The person telling me to be quiet now is not them anymore. It is me. Their voice became my voice. I do their work for them without even realizing it.

That is what it means to be a victim of yourself.

You stop needing the original source of the pain. You absorb it. You repeat it. You become so good at silencing yourself that it feels like personality. It feels like just who you are.

But it is not who you are. It is what you were taught.

The past keeps pulling because it holds the explanation for why you feel the way you feel today. Going back feels like understanding. But you are not finding answers there. You are just reopening the same wound and calling it reflection.

I do not have a clean solution. I am still in this. Some days I catch the voice and name it. Some days I do not.

But I know this: the version of you that talked freely, that took up space, that had no reason to be afraid, that person did not disappear. They got buried.

And buried is not the same as gone.

Categories
Childhood Memories

Can we really change our character?

Let me ask you something. How many times have you decided to be different and then found yourself doing the exact same thing one month later? Yes, that’s me.

Here’s what I’ve come to believe after thinking about this for a long time. We don’t really change our character. We just get better at working with it.

Take me for example. I am naturally timid. That hasn’t changed. But over time I have learned to prepare more before difficult conversations, to write things down before I speak, to put myself in smaller rooms where I feel safer showing up. The timidness is still there. I just stopped fighting it and started building around it.

That might sound like giving up. It isn’t.

The Novelty Trap

We have all felt it. A powerful book, a difficult breakup, a season of clean living and suddenly you feel like a new person. But give it a few weeks and the familiar you returns. Same reactions, same patterns. The novelty wore off and underneath it was the same person who was always there.

And this is another reason I believe character doesn’t truly change. What we sometimes mistake for transformation is really just the temporary high of something new. A new environment, a new relationship, a new version of ourselves we perform for a while before the energy runs out. The change was never in the character. It was in the novelty.

What I Think Is Actually Happening

When people talk about changing their character, I think they are describing something closer to striving. Reaching toward something better than your default setting, not replacing it. The impatient person doesn’t become patient.

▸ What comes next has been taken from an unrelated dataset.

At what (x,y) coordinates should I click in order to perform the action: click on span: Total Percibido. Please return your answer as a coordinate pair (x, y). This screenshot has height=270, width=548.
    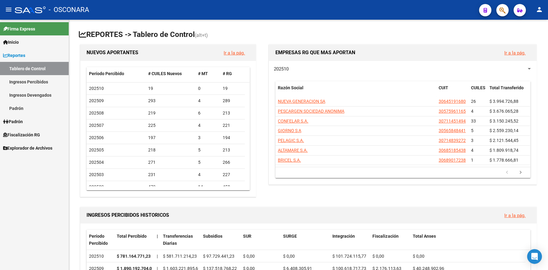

They just learn to pause before they speak. The impulse is still there. They have simply gotten more skilled at living with it.

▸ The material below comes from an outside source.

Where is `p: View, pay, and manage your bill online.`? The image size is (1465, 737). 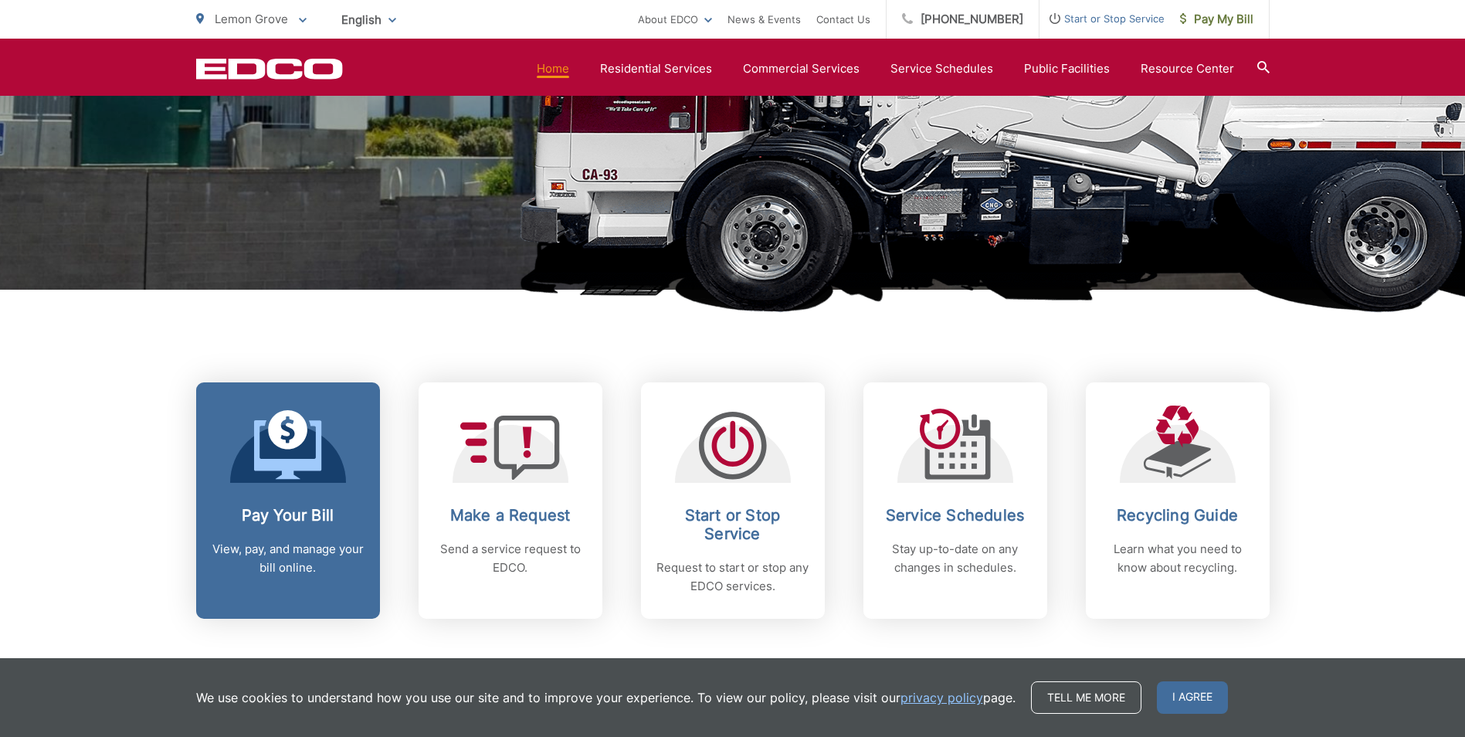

To me that is actually more honest and more hopeful than the idea of change. Because you are no longer waiting to become someone else. You are finally working with who you already are.

The Self That Keeps Returning

Until you make the unconscious conscious, it will direct your life and you will call it fate.”

– Carl Jung

I know this firsthand. The procrastination, the overthinking, the self doubt. I have tried to shake all of it. And every time, given enough stress, they find their way back. Not because I wasn’t trying hard enough. But because they are part of how I am wired.

Maybe the answer was never to change the character. It was to understand it so well that it stops running you without your permission.

So What Are We Actually Doing When We Strive?

We are not rewriting ourselves. We are learning to be the author rather than just the character. For me that means pushing through discomfort before the overthinking talks me out of it. The patterns are still there. I have just learned to move anyway.

The Bottom Line

The self doubt still shows up. The procrastination still knocks. But I have stopped being surprised by them. And somewhere in that I have found something more useful than change. A working relationship with who I actually am.

That’s not a small thing. That might actually be everything.

And I will leave you with this. Are you still waiting to become a different person, or are you ready to get better at being yourself? Let me know your thoughts in the comments.